Berra was obvious before obvious was cool, all in the context of his beloved sport. His use of the phrase predated the over-popularity of “it is what it is” and sports commentators who feel compelled to wax philosophical with lines like “the other team needs to score more points than their opponent if they want to come out on top in today’s game!” Many so-called Maddenisms are uninspired riffs on Yogiisms. John Madden and Jon Gruden have nothing on Yogi Berra.

He had a knack for making perfect sense, while making no sense at all. “It’s deja vu all over again!” is inextricably linked to Berra who used the phrase to describe an iconic moment in baseball when Mickey Mantle and Roger Maris hit back to back home runs.  “It ain’t over till it’s over” is also tied to a historic episode in baseball, originating during the 1973 pennant race when the Mets rose to the top of the National League East from fifth place at the end of August. Yet the popularity of the phrase transcends baseball, and even sports in general.
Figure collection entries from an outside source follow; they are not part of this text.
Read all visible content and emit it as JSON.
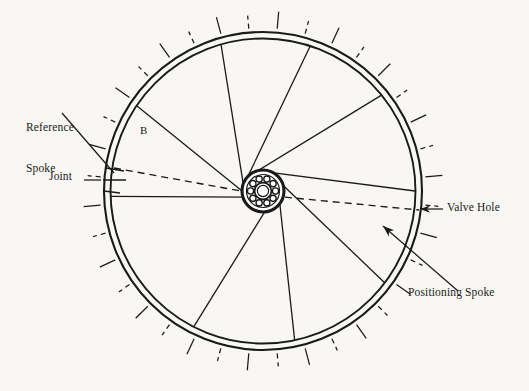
{
  "figure": {
    "background_color": "#f8f7f4",
    "line_color": "#1a1a1a"
  },
  "labels": {
    "reference_spoke_line1": "Reference",
    "reference_spoke_line2": "Spoke",
    "joint": "Joint",
    "b": "B",
    "valve_hole": "Valve Hole",
    "positioning_spoke": "Positioning Spoke"
  },
  "geometry": {
    "center_x": 263,
    "center_y": 191,
    "rim_outer_radius": 159,
    "rim_inner_radius": 152,
    "tick_inner_radius": 163,
    "tick_outer_radius": 180,
    "tick_count": 36,
    "hub_outer_radius": 21,
    "hub_ring_radius": 16,
    "hub_bore_outer_radius": 9,
    "hub_bore_inner_radius": 6,
    "hub_hole_count": 10,
    "hub_hole_orbit_radius": 12.5,
    "hub_hole_radius": 3.1
  },
  "chart_data": {
    "type": "diagram",
    "spokes": [
      {
        "id": 1,
        "hub_angle_deg": 252,
        "rim_angle_deg": 268,
        "label": "spoke-1"
      },
      {
        "id": 2,
        "hub_angle_deg": 268,
        "rim_angle_deg": 304,
        "label": "spoke-2"
      },
      {
        "id": 3,
        "hub_angle_deg": 284,
        "rim_angle_deg": 344,
        "label": "spoke-3"
      },
      {
        "id": 4,
        "hub_angle_deg": 300,
        "rim_angle_deg": 18,
        "label": "spoke-4"
      },
      {
        "id": 5,
        "hub_angle_deg": 325,
        "rim_angle_deg": 51,
        "label": "spoke-5"
      },
      {
        "id": 6,
        "hub_angle_deg": 352,
        "rim_angle_deg": 90,
        "label": "spoke-6"
      },
      {
        "id": 7,
        "hub_angle_deg": 18,
        "rim_angle_deg": 127,
        "label": "spoke-7"
      },
      {
        "id": 8,
        "hub_angle_deg": 44,
        "rim_angle_deg": 168,
        "label": "spoke-8"
      },
      {
        "id": 9,
        "hub_angle_deg": 70,
        "rim_angle_deg": 207,
        "label": "spoke-9"
      }
    ],
    "dashed_reference_line": {
      "from_angle_deg": 152,
      "to_angle_deg": 353,
      "description": "Dashed datum line from reference spoke joint through hub to valve hole"
    },
    "leader_lines": [
      {
        "name": "reference-spoke-leader",
        "from": [
          60,
          112
        ],
        "to": [
          113,
          172
        ]
      },
      {
        "name": "joint-leader",
        "from": [
          84,
          180
        ],
        "to": [
          122,
          180
        ]
      },
      {
        "name": "valve-hole-leader",
        "from": [
          443,
          209
        ],
        "to": [
          418,
          209
        ]
      },
      {
        "name": "positioning-spoke-leader",
        "from": [
          457,
          290
        ],
        "to": [
          382,
          225
        ]
      }
    ]
  }
}
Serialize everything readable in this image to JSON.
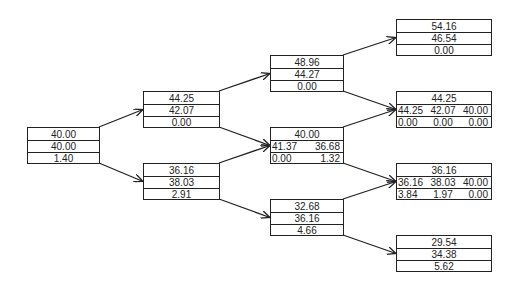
{
  "diagram": {
    "type": "binomial-tree",
    "nodes": [
      {
        "id": "n0",
        "level": 0,
        "rows": [
          [
            "40.00"
          ],
          [
            "40.00"
          ],
          [
            "1.40"
          ]
        ]
      },
      {
        "id": "n1u",
        "level": 1,
        "rows": [
          [
            "44.25"
          ],
          [
            "42.07"
          ],
          [
            "0.00"
          ]
        ]
      },
      {
        "id": "n1d",
        "level": 1,
        "rows": [
          [
            "36.16"
          ],
          [
            "38.03"
          ],
          [
            "2.91"
          ]
        ]
      },
      {
        "id": "n2uu",
        "level": 2,
        "rows": [
          [
            "48.96"
          ],
          [
            "44.27"
          ],
          [
            "0.00"
          ]
        ]
      },
      {
        "id": "n2ud",
        "level": 2,
        "rows": [
          [
            "40.00"
          ],
          [
            "41.37",
            "36.68"
          ],
          [
            "0.00",
            "1.32"
          ]
        ]
      },
      {
        "id": "n2dd",
        "level": 2,
        "rows": [
          [
            "32.68"
          ],
          [
            "36.16"
          ],
          [
            "4.66"
          ]
        ]
      },
      {
        "id": "n3uuu",
        "level": 3,
        "rows": [
          [
            "54.16"
          ],
          [
            "46.54"
          ],
          [
            "0.00"
          ]
        ]
      },
      {
        "id": "n3uud",
        "level": 3,
        "rows": [
          [
            "44.25"
          ],
          [
            "44.25",
            "42.07",
            "40.00"
          ],
          [
            "0.00",
            "0.00",
            "0.00"
          ]
        ]
      },
      {
        "id": "n3udd",
        "level": 3,
        "rows": [
          [
            "36.16"
          ],
          [
            "36.16",
            "38.03",
            "40.00"
          ],
          [
            "3.84",
            "1.97",
            "0.00"
          ]
        ]
      },
      {
        "id": "n3ddd",
        "level": 3,
        "rows": [
          [
            "29.54"
          ],
          [
            "34.38"
          ],
          [
            "5.62"
          ]
        ]
      }
    ],
    "edges": [
      [
        "n0",
        "n1u"
      ],
      [
        "n0",
        "n1d"
      ],
      [
        "n1u",
        "n2uu"
      ],
      [
        "n1u",
        "n2ud"
      ],
      [
        "n1d",
        "n2ud"
      ],
      [
        "n1d",
        "n2dd"
      ],
      [
        "n2uu",
        "n3uuu"
      ],
      [
        "n2uu",
        "n3uud"
      ],
      [
        "n2ud",
        "n3uud"
      ],
      [
        "n2ud",
        "n3udd"
      ],
      [
        "n2dd",
        "n3udd"
      ],
      [
        "n2dd",
        "n3ddd"
      ]
    ]
  }
}
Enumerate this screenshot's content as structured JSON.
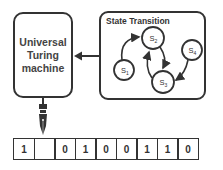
{
  "machine": {
    "label": "Universal\nTuring\nmachine"
  },
  "state_panel": {
    "title": "State Transition",
    "states": [
      {
        "id": "S1",
        "base": "S",
        "sub": "1"
      },
      {
        "id": "S2",
        "base": "S",
        "sub": "2"
      },
      {
        "id": "S3",
        "base": "S",
        "sub": "3"
      },
      {
        "id": "S4",
        "base": "S",
        "sub": "4"
      }
    ],
    "transitions": [
      {
        "from": "S1",
        "to": "S2"
      },
      {
        "from": "S2",
        "to": "S3"
      },
      {
        "from": "S3",
        "to": "S2"
      },
      {
        "from": "S4",
        "to": "S3"
      }
    ]
  },
  "tape": {
    "cells": [
      "1",
      "",
      "0",
      "1",
      "0",
      "0",
      "1",
      "1",
      "0"
    ]
  },
  "colors": {
    "stroke": "#333333",
    "background": "#ffffff"
  }
}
Here are a few other such phrases Berra coined or popularized:

“I always thought that record would stand until it was broken.”

“When you come to a fork in the road, take it.”

“A nickel ain’t worth a dime anymore.”

“Nobody goes there anymore. It’s too crowded.”

“Baseball is 90 percent mental. The other half is physical.”

“Never answer an anonymous letter.”

“We made too many wrong mistakes.”

“It gets late early out here.”

Next time you make fun of a bumbling sports commentator or roll your eyes at overused quips like “it is what it is,” take a moment to remember Yogi Berra. Far from clumsy, inept, or trite, his use of the language managed to be simultaneously silly and thought provoking; meaningful yet meaningless; paradoxical, yet perfectly congruent.